Couple Builds Home for $10,000 Made Entirely From Reclaimed & Recycled Goods
I’d wager that most of us occasionally feel as though the pace of modern life has gotten a bit too hectic. Dire headlines and 24-hour news cycles, strained budgets and stagnating wages, 60-hour work weeks and sketchy sleep cycles — it can all seem too much, can’t it?
Of course, few of us ever do anything about it. We simply continue on with our hectic schedule, whiling our lives away little bit by little bit.
Or perhaps I should say that most of us do. Milwaukee, Wisconsin, couple Taylor and Steph Bode made about as big a break with modern society as I can imagine.
“Steph and I were 25 years old and fantasized about experiencing a simpler life, the whole Walden Pond, slowing down, and reconnecting with nature idea,” Taylor told the Daily Mail.
“We also believed in the potential of a minimalist, self-sufficient, environmentally conscious approach to architecture and lifestyle, particularly as a solution for low-cost housing in critically impoverished parts of the world.”
So in 2014, the couple decided to build their own house. Nothing surprising there, plenty of people have rolled up their sleeves and erected a roof over their heads.
What was fascinating about the Bode’s approach was the way in which they went about it. The couple built their 560-square-foot home entirely out of recycled materials and with no connection to public utilities.
They scavenged for discarded tires, bottles, lumber, windows, and furniture. By burying several specific walls deep into the earth, they were able to keep the temperature inside relatively stable year-round, relying only on solar energy for heat.

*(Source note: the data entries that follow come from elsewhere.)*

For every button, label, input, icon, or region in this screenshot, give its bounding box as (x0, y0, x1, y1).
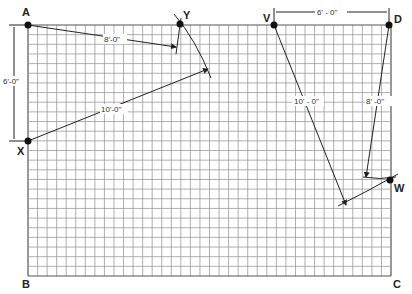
geometry-diagram: 6'-0" 8'-0" 10'-0" 6' - 0'' 10' - 0'' 8'… (0, 0, 412, 294)
dim-VD-label: 6' - 0'' (317, 8, 338, 17)
dimension-labels: 6'-0" 8'-0" 10'-0" 6' - 0'' 10' - 0'' 8'… (2, 7, 393, 114)
line-V-to-arc (274, 25, 346, 205)
label-C: C (393, 278, 401, 290)
dim-AY-label: 8'-0" (104, 35, 120, 44)
dim-VW-label: 10' - 0'' (294, 97, 320, 106)
point-D (386, 22, 393, 29)
label-X: X (17, 145, 25, 157)
label-W: W (394, 182, 405, 194)
construction-lines (9, 8, 398, 206)
point-V (271, 22, 278, 29)
label-D: D (394, 13, 402, 25)
dim-DW-label: 8' -0'' (366, 97, 385, 106)
label-V: V (263, 12, 271, 24)
point-X (25, 138, 32, 145)
dim-XY-label: 10'-0" (101, 105, 122, 114)
point-W (387, 177, 394, 184)
point-Y (177, 21, 184, 28)
line-A-to-arc (28, 25, 176, 47)
label-A: A (22, 6, 30, 18)
label-Y: Y (183, 9, 191, 21)
dim-AX-label: 6'-0" (3, 77, 19, 86)
point-A (25, 22, 32, 29)
label-B: B (22, 278, 30, 290)
grid (28, 25, 391, 276)
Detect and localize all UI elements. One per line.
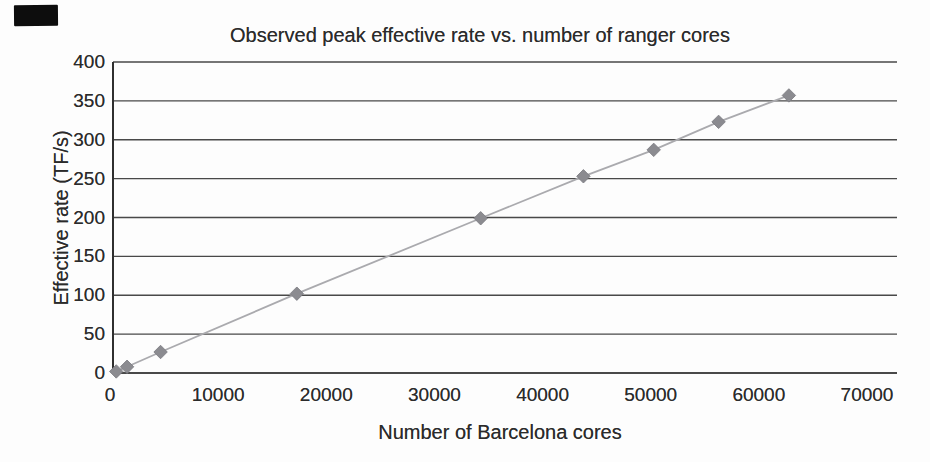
data-point-marker <box>782 89 795 102</box>
x-tick-label: 10000 <box>168 384 268 406</box>
scanned-chart-page: Observed peak effective rate vs. number … <box>0 0 930 462</box>
data-point-marker <box>647 143 660 156</box>
y-tick-label: 250 <box>30 168 105 190</box>
x-tick-label: 70000 <box>817 384 917 406</box>
x-tick-label: 30000 <box>384 384 484 406</box>
data-point-marker <box>712 115 725 128</box>
y-tick-label: 150 <box>30 245 105 267</box>
y-tick-label: 100 <box>30 284 105 306</box>
x-tick-label: 40000 <box>493 384 593 406</box>
data-series-line <box>116 95 789 371</box>
x-tick-label: 50000 <box>601 384 701 406</box>
data-point-marker <box>290 287 303 300</box>
y-tick-label: 350 <box>30 90 105 112</box>
x-tick-label: 20000 <box>276 384 376 406</box>
y-tick-label: 50 <box>30 323 105 345</box>
y-tick-label: 300 <box>30 129 105 151</box>
y-tick-label: 0 <box>30 362 105 384</box>
data-point-marker <box>577 170 590 183</box>
y-tick-label: 400 <box>30 51 105 73</box>
x-tick-label: 0 <box>60 384 160 406</box>
data-point-marker <box>154 345 167 358</box>
x-tick-label: 60000 <box>709 384 809 406</box>
y-tick-label: 200 <box>30 207 105 229</box>
data-point-marker <box>474 212 487 225</box>
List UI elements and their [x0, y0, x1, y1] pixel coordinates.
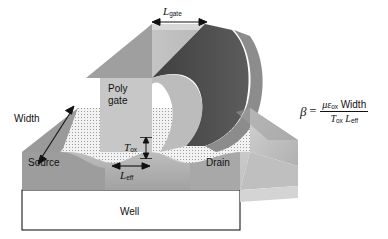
width-term: Width: [341, 99, 367, 110]
l-gate-sub: gate: [169, 10, 182, 17]
t-subscript: ox: [336, 118, 343, 125]
poly-gate-label-line2: gate: [108, 96, 127, 107]
equals-sign: =: [309, 104, 320, 119]
beta-symbol: β: [300, 104, 309, 120]
width-label: Width: [14, 114, 40, 125]
l-gate-label: Lgate: [163, 6, 182, 18]
formula-numerator: μεox Width: [320, 99, 368, 111]
l-eff-label: Leff: [120, 170, 133, 182]
beta-formula: β = μεox Width Tox Leff: [300, 99, 368, 125]
well-label: Well: [120, 207, 139, 218]
formula-fraction: μεox Width Tox Leff: [320, 99, 368, 125]
epsilon-subscript: ox: [331, 103, 338, 110]
figure-canvas: Lgate Poly gate Width Source Drain Well …: [0, 0, 388, 239]
l-eff-sub: eff: [126, 174, 133, 181]
formula-denominator: Tox Leff: [328, 112, 360, 124]
source-label: Source: [28, 158, 60, 169]
t-ox-label: Tox: [124, 142, 137, 154]
t-ox-sub: ox: [130, 146, 137, 153]
l-subscript: eff: [351, 118, 358, 125]
poly-gate-label-line1: Poly: [108, 84, 127, 95]
drain-label: Drain: [206, 158, 230, 169]
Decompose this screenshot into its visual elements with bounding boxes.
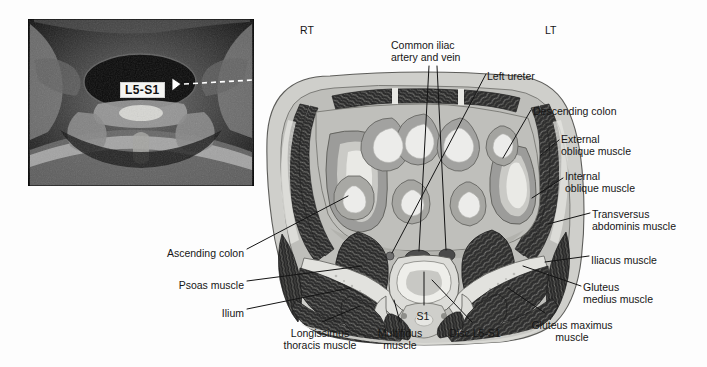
label-ascending-colon: Ascending colon	[0, 247, 244, 259]
label-descending-colon: Descending colon	[533, 105, 616, 117]
right-marker: RT	[300, 24, 314, 36]
label-s1: S1	[353, 310, 493, 322]
left-marker: LT	[545, 24, 556, 36]
label-disc-l5-s1: Disc L5-S1	[405, 327, 545, 339]
mri-overlay-label: L5-S1	[120, 82, 165, 98]
label-external-oblique-muscle: External oblique muscle	[561, 133, 631, 158]
label-psoas-muscle: Psoas muscle	[0, 279, 244, 291]
label-iliacus-muscle: Iliacus muscle	[591, 254, 657, 266]
label-internal-oblique-muscle: Internal oblique muscle	[565, 170, 635, 195]
mri-inset-overlay: L5-S1	[28, 19, 254, 186]
label-gluteus-medius-muscle: Gluteus medius muscle	[583, 281, 653, 306]
label-ilium: Ilium	[0, 307, 244, 319]
label-transversus-abdominis-muscle: Transversus abdominis muscle	[592, 208, 676, 233]
label-common-iliac-artery-and-vein: Common iliac artery and vein	[391, 39, 460, 64]
label-left-ureter: Left ureter	[487, 70, 535, 82]
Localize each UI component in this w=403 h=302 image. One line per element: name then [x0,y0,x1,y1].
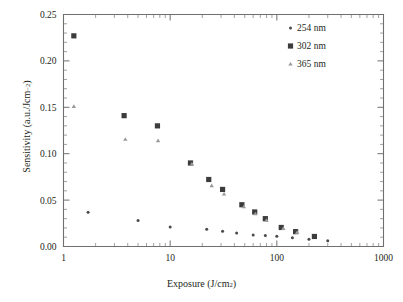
data-point-302-nm [220,187,225,192]
data-point-302-nm [312,234,317,239]
y-axis-title: Sensitivity (a.u./Jcm−2) [21,27,32,227]
data-point-254-nm [235,232,238,235]
data-point-254-nm [205,228,208,231]
x-tick-label: 1000 [374,253,393,263]
y-tick-label-group: 0.000.050.100.150.200.25 [40,10,57,252]
y-axis-title-superscript: −2 [24,84,31,91]
data-point-302-nm [122,113,127,118]
data-point-254-nm [137,219,140,222]
legend-item-365nm: 365 nm [297,55,326,73]
y-tick-label: 0.15 [40,103,57,113]
legend: 254 nm 302 nm 365 nm [297,19,326,73]
data-point-254-nm [169,226,172,229]
legend-label-302nm: 302 nm [297,41,326,51]
plot-canvas: 1101001000 0.000.050.100.150.200.25 [0,0,403,302]
axis-frame [64,15,384,247]
legend-item-254nm: 254 nm [297,19,326,37]
data-point-365-nm [156,139,160,143]
data-point-365-nm [72,104,76,108]
legend-label-365nm: 365 nm [297,59,326,69]
data-point-302-nm [206,177,211,182]
data-point-254-nm [252,233,255,236]
legend-marker-365-nm [288,62,292,66]
x-tick-label-group: 1101001000 [61,253,393,263]
legend-item-302nm: 302 nm [297,37,326,55]
y-tick-label: 0.00 [40,242,57,252]
legend-marker-254-nm [289,27,292,30]
data-point-254-nm [307,238,310,241]
data-point-365-nm [222,192,226,196]
x-tick-label: 10 [165,253,175,263]
y-axis-title-text: Sensitivity (a.u./Jcm [21,91,32,173]
data-point-254-nm [275,235,278,238]
major-tick-group [64,15,384,247]
legend-label-254nm: 254 nm [297,23,326,33]
data-point-254-nm [291,236,294,239]
x-axis-title-close: ) [233,278,236,289]
x-tick-label: 100 [270,253,285,263]
data-point-365-nm [123,137,127,141]
x-tick-label: 1 [61,253,66,263]
data-point-254-nm [264,234,267,237]
data-point-254-nm [326,239,329,242]
legend-marker-302-nm [288,43,293,48]
minor-tick-group [64,15,384,247]
y-axis-title-close: ) [21,80,32,83]
y-tick-label: 0.10 [40,149,57,159]
y-tick-label: 0.20 [40,56,57,66]
data-point-254-nm [87,211,90,214]
data-point-254-nm [221,230,224,233]
y-tick-label: 0.25 [40,10,57,20]
figure-scatter-plot: 1101001000 0.000.050.100.150.200.25 Expo… [0,0,403,302]
y-tick-label: 0.05 [40,196,57,206]
x-axis-title: Exposure (J/cm2) [0,278,403,289]
legend-marker-group [288,27,293,66]
x-axis-title-text: Exposure (J/cm [167,278,230,289]
data-point-302-nm [71,33,76,38]
data-point-302-nm [155,123,160,128]
data-point-365-nm [209,184,213,188]
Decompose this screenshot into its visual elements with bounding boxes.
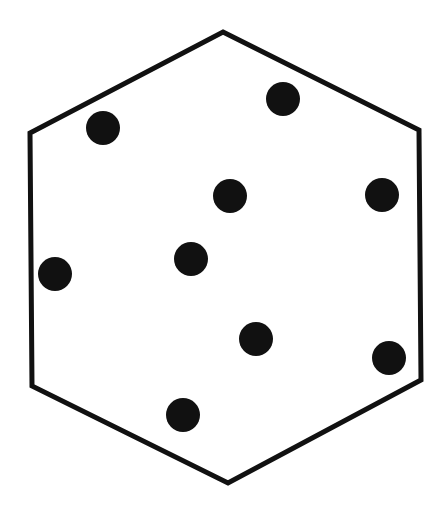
dot-6 xyxy=(38,257,72,291)
dot-1 xyxy=(86,111,120,145)
dot-9 xyxy=(166,398,200,432)
dot-3 xyxy=(213,179,247,213)
dot-2 xyxy=(266,82,300,116)
dot-7 xyxy=(239,322,273,356)
dot-8 xyxy=(372,341,406,375)
dot-5 xyxy=(174,242,208,276)
background xyxy=(0,0,443,508)
dot-4 xyxy=(365,178,399,212)
hexagon-dots-diagram xyxy=(0,0,443,508)
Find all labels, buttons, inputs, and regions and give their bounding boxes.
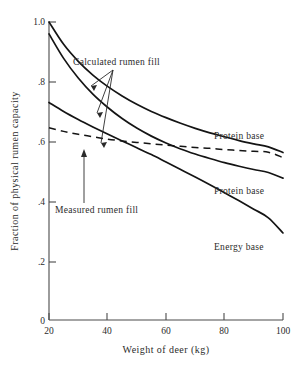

Solar and wind power also provide them with electricity. Even the floor is natural — a blend of clay, sand, straw, and water that they then coated with hemp oil to make it more solid.
There’s definitely an ideological bent to the Bode’s innovation. “Living in a passive-solar, earth-sheltered home has a way of forcing a direct connection with diurnal rhythms and the processes of nature,” Taylor said.
“You acutely observe the sun moving across the sky each day from east to west, with the penetration of direct solar gain increasing as the days get shorter and the temperatures colder.
“In a world where we often struggle to see beyond the screen of our smartphone or tablet, living in an earthship-style house offers a constant reminder that land and nature is our life-supporting community, one in which we are privileged to be a part of.”
That’s all well and good, but for many overworked and cash-strapped people, the biggest draw may well be the house’s price. Taylor and Steph built the whole thing for a mere $10,000.